Wormuth then returned to the Pentagon in an assistant secretary-level position for a few years before becoming undersecretary of defense for policy — the No. 3 civilian position in the Pentagon.
“President Obama, in 2014, had basically said we were going to scale down our military operations in Afghanistan and eventually withdraw from the country,” Wormuth recounted from her time in the latter role. “Even though he had told the American public that he was going to pull troops out, we went through a very rigorous process to try to figure out whether to stay or go, and how many military troops were needed.”
“Eventually, we persuaded President Obama that he needed to keep the troop levels steady,” Wormuth continued. “That was, at the time, something that we felt very strongly was required from a national security perspective, so successfully persuading him to essentially change his mind was a really big deal.”
Now, after four years of working outside of government, Wormuth said she has had time to reflect on her career in public service, including the almost eight years she spent with the Obama administration. “You’re too busy when it’s all happening to be able to really think about it,” she said.
Preparing for the future
Wormuth is also an adjunct professor at Georgetown University, where she teaches a class on strategy, policy, and military operations. “That class has given the opportunity to reflect a lot about working in government, because a lot of the students in that program are interested in government,” she said. “I’ve had the opportunity over time to think a lot about my own role in some national security decisions.”

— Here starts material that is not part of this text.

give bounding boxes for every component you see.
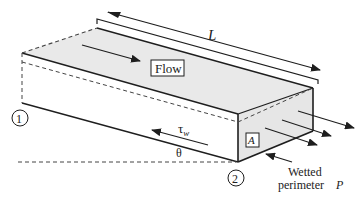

Wormuth’s nomination has been hailed as a milestone for women in a traditionally male-dominated field. Kathleen Hicks, the first woman to be confirmed as Deputy Secretary of Defense, said Wormuth’s nomination “puts another big crack in the glass ceiling” in an April 12 tweet.
Secretary Austin, who is the first Black defense secretary in U.S. history, praised Wormuth’s experience and commitment in a public statement. “I have no doubt that if confirmed she will lead our soldiers and represent their families with honor and integrity as the secretary of the Army,” Austin said.
Biden has not yet made his nomination of Wormuth official, nor has a Senate confirmation hearing been scheduled.